People who make useful content and services intended for interactive human use available for free have written at length about the ongoing issues with AI crawlers scouring the web in an insatiable search for new training data.

Some people are coming up with interesting technical solutions to the problems posed by AI crawlers, but I have ultimately opted for a much simpler solution: a paywall.

Kullish is a project that I operated free of charge for all users from 2020 until January 2025.

Kullish is a “bring your own links” comment aggregator; you give it a link, and it will find all of the comments it can on that link from the most popular discussion forums on the internet, and show them to you on one page.

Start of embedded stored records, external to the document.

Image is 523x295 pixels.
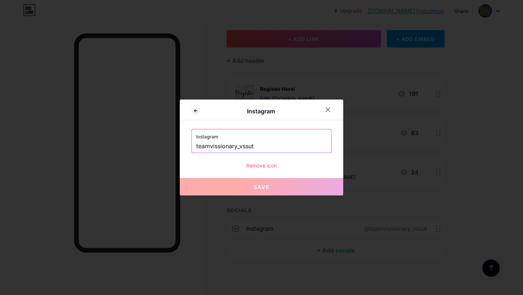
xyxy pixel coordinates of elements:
[253,184,270,190] span: Save
[180,178,343,195] button: Save
[196,129,327,140] label: Instagram
[196,140,327,152] input: Instagram username
[191,162,331,169] div: Remove icon
[200,107,321,115] div: Instagram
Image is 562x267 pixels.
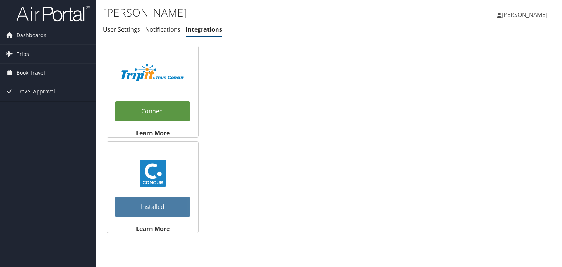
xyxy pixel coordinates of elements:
[121,64,184,81] img: TripIt_Logo_Color_SOHP.png
[17,45,29,63] span: Trips
[103,25,140,33] a: User Settings
[186,25,222,33] a: Integrations
[136,225,170,233] strong: Learn More
[497,4,555,26] a: [PERSON_NAME]
[103,5,404,20] h1: [PERSON_NAME]
[17,64,45,82] span: Book Travel
[116,101,190,121] a: Connect
[116,197,190,217] a: Installed
[16,5,90,22] img: airportal-logo.png
[139,160,167,187] img: concur_23.png
[145,25,181,33] a: Notifications
[17,26,46,45] span: Dashboards
[17,82,55,101] span: Travel Approval
[502,11,547,19] span: [PERSON_NAME]
[136,129,170,137] strong: Learn More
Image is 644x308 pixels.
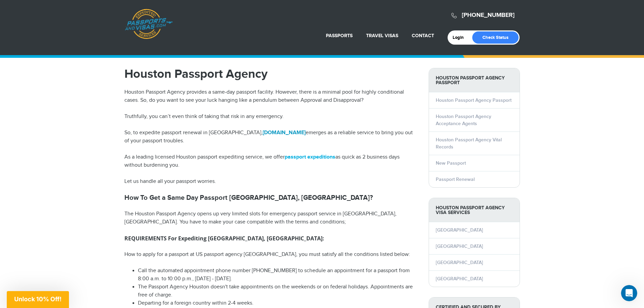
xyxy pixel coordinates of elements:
[436,227,483,232] a: [GEOGRAPHIC_DATA]
[453,35,468,41] a: Login
[436,113,491,127] a: Houston Passport Agency Acceptance Agents
[125,194,373,201] strong: How To Get a Same Day Passport [GEOGRAPHIC_DATA], [GEOGRAPHIC_DATA]?
[263,129,305,136] a: [DOMAIN_NAME]
[125,234,324,242] strong: REQUIREMENTS For Expediting [GEOGRAPHIC_DATA], [GEOGRAPHIC_DATA]:
[138,282,419,299] li: The Passport Agency Houston doesn't take appointments on the weekends or on federal holidays. App...
[125,88,419,104] p: Houston Passport Agency provides a same-day passport facility. However, there is a minimal pool f...
[125,128,419,145] p: So, to expedite passport renewal in [GEOGRAPHIC_DATA], emerges as a reliable service to bring you...
[429,68,519,93] strong: Houston Passport Agency Passport
[125,210,419,226] p: The Houston Passport Agency opens up very limited slots for emergency passport service in [GEOGRA...
[125,68,419,80] h1: Houston Passport Agency
[436,243,483,248] a: [GEOGRAPHIC_DATA]
[472,31,518,43] a: Check Status
[125,112,419,121] p: Truthfully, you can’t even think of taking that risk in any emergency.
[125,178,419,185] p: Let us handle all your passport worries.
[436,97,512,103] a: Houston Passport Agency Passport
[138,266,419,282] li: Call the automated appointment phone number [PHONE_NUMBER] to schedule an appointment for a passp...
[366,33,398,39] a: Travel Visas
[436,137,502,149] a: Houston Passport Agency Vital Records
[138,299,419,307] li: Departing for a foreign country within 2-4 weeks.
[461,11,514,19] a: [PHONE_NUMBER]
[14,295,61,302] span: Unlock 10% Off!
[436,160,466,166] a: New Passport
[125,153,419,169] p: As a leading licensed Houston passport expediting service, we offer as quick as 2 business days w...
[7,291,69,308] div: Unlock 10% Off!
[125,250,419,258] p: How to apply for a passport at US passport agency [GEOGRAPHIC_DATA], you must satisfy all the con...
[411,33,434,39] a: Contact
[326,33,353,39] a: Passports
[621,284,637,301] iframe: Intercom live chat
[436,276,483,282] a: [GEOGRAPHIC_DATA]
[436,260,483,265] a: [GEOGRAPHIC_DATA]
[125,9,173,39] a: Passports & [DOMAIN_NAME]
[285,154,336,160] a: passport expeditions
[429,197,519,222] strong: Houston Passport Agency Visa Services
[436,177,475,182] a: Passport Renewal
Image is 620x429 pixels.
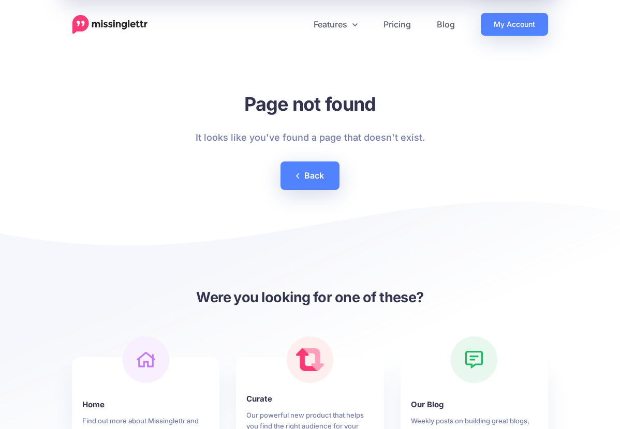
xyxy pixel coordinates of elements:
[72,287,548,308] h3: Were you looking for one of these?
[196,92,425,116] h1: Page not found
[280,161,339,190] a: Back
[296,348,324,371] img: curate.png
[424,13,468,36] a: Blog
[301,13,370,36] a: Features
[196,129,425,146] p: It looks like you've found a page that doesn't exist.
[370,13,424,36] a: Pricing
[246,393,373,405] b: Curate
[82,398,209,410] b: Home
[481,13,548,36] a: My Account
[411,398,538,410] b: Our Blog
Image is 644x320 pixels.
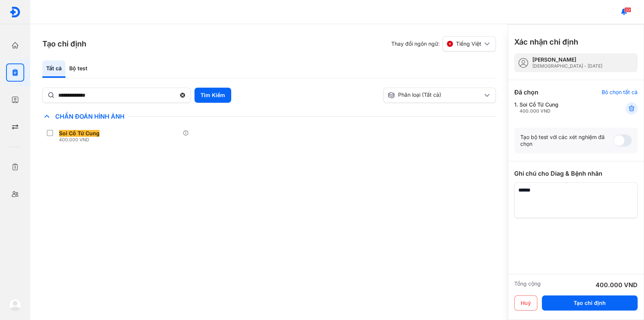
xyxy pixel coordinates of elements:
img: logo [9,6,21,18]
span: Soi Cổ Tử Cung [59,130,100,137]
button: Tạo chỉ định [542,296,637,311]
span: Tiếng Việt [455,40,481,47]
div: Soi Cổ Tử Cung [519,102,558,114]
div: Tạo bộ test với các xét nghiệm đã chọn [520,134,613,147]
div: [PERSON_NAME] [532,56,602,63]
span: 33 [624,7,631,12]
div: Phân loại (Tất cả) [387,91,483,99]
div: Thay đổi ngôn ngữ: [391,36,495,52]
div: Bộ test [65,60,91,77]
div: [DEMOGRAPHIC_DATA] - [DATE] [532,63,602,69]
span: Chẩn Đoán Hình Ảnh [52,113,128,120]
div: Bỏ chọn tất cả [601,89,637,95]
img: logo [9,298,22,311]
div: Ghi chú cho Diag & Bệnh nhân [514,169,637,178]
div: 1. [514,102,607,114]
button: Tìm Kiếm [195,88,231,102]
div: Đã chọn [514,88,538,96]
div: Tất cả [42,60,65,77]
div: 400.000 VND [595,280,637,290]
div: 400.000 VND [59,137,102,143]
h3: Xác nhận chỉ định [514,37,578,47]
h3: Tạo chỉ định [42,39,86,49]
button: Huỷ [514,296,537,311]
div: 400.000 VND [519,108,558,114]
div: Tổng cộng [514,280,541,290]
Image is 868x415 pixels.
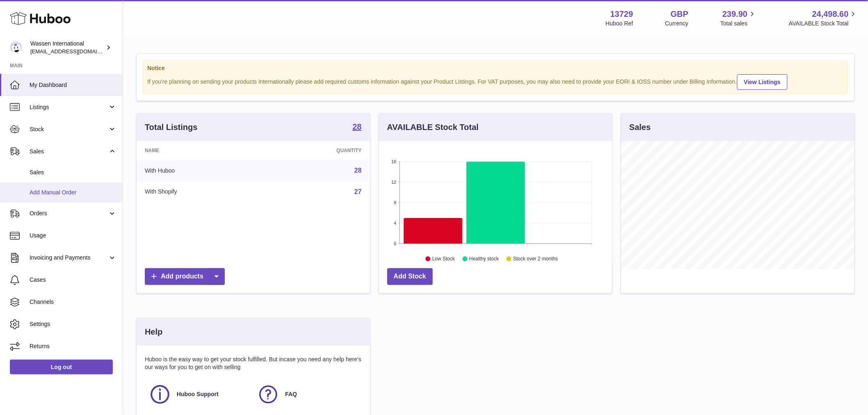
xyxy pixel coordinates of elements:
div: Huboo Ref [606,19,633,27]
span: Listings [30,103,108,111]
text: 0 [394,241,396,246]
strong: 13729 [610,9,633,19]
span: Stock [30,125,108,133]
a: 28 [354,167,362,174]
h3: AVAILABLE Stock Total [387,122,479,133]
img: gemma.moses@wassen.com [10,42,22,54]
span: Cases [30,276,117,284]
span: Huboo Support [177,390,219,398]
text: 4 [394,221,396,225]
span: Total sales [720,19,757,27]
span: Invoicing and Payments [30,254,108,261]
strong: 28 [352,123,362,131]
span: 239.90 [722,9,747,19]
span: Add Manual Order [30,188,117,196]
a: Log out [10,359,113,374]
a: Huboo Support [149,383,249,406]
span: FAQ [285,390,297,398]
h3: Total Listings [145,122,198,133]
h3: Help [145,327,162,337]
p: Huboo is the easy way to get your stock fulfilled. But incase you need any help here's our ways f... [145,355,362,371]
a: 24,498.60 AVAILABLE Stock Total [789,9,858,27]
span: Sales [30,168,117,176]
span: My Dashboard [30,81,117,89]
text: 16 [391,159,396,164]
span: Usage [30,232,117,239]
td: With Shopify [137,181,262,202]
td: With Huboo [137,160,262,181]
span: Orders [30,210,108,217]
strong: GBP [671,9,688,19]
strong: Notice [148,64,844,72]
a: 28 [352,123,362,133]
span: Sales [30,147,108,156]
text: Healthy stock [470,256,499,262]
span: AVAILABLE Stock Total [789,19,858,27]
div: If you're planning on sending your products internationally please add required customs informati... [148,73,844,90]
th: Quantity [262,141,370,160]
text: 8 [394,200,396,205]
a: Add products [145,268,225,285]
span: [EMAIL_ADDRESS][DOMAIN_NAME] [30,48,121,54]
div: Currency [665,19,689,27]
text: Stock over 2 months [513,256,558,262]
a: FAQ [257,383,358,406]
span: 24,498.60 [812,9,849,19]
a: View Listings [737,74,788,90]
div: Wassen International [30,40,104,56]
text: 12 [391,180,396,184]
span: Settings [30,320,117,328]
span: Channels [30,298,117,306]
h3: Sales [629,122,651,133]
th: Name [137,141,262,160]
a: 239.90 Total sales [720,9,757,27]
a: Add Stock [387,268,433,285]
text: Low Stock [433,256,455,262]
a: 27 [354,188,362,195]
span: Returns [30,343,117,350]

Before AI companies started slurping up all of the user-generated text content they could find on the internet, I built Kullish simply because I wanted to expose myself to multiple viewpoints on the topics I was reading about.

Today, AI crawlers scrape and rescrape every single link they have ever encountered endlessly in the hopes of finding new content to train models on. The “Latest” and “Popular Today” links on Kullish are no exception.

Kullish runs as a single instance on modest hardware (I have been paying for this since 2020 out of pocket, after all) serving all users, and there is a very polite and respectful rate limiter in place ensuring that the discussion forums from which comments are being aggregated never get overwhelmed with user requests.

This was a fine approach while Kullish was being used primarily by humans, but as the AI crawlers kept coming back, ignoring the robots.txt file, and making endless requests to aggregate comments for old links, the performance of the site began to suffer for human users.

Starting today, Kullish will require a $60/year subscription. If you enjoyed using Kullish for free these past years, I hope you will consider the subscription.

If you never had the chance to use Kullish while it was free, there is an example search for you to see how it works.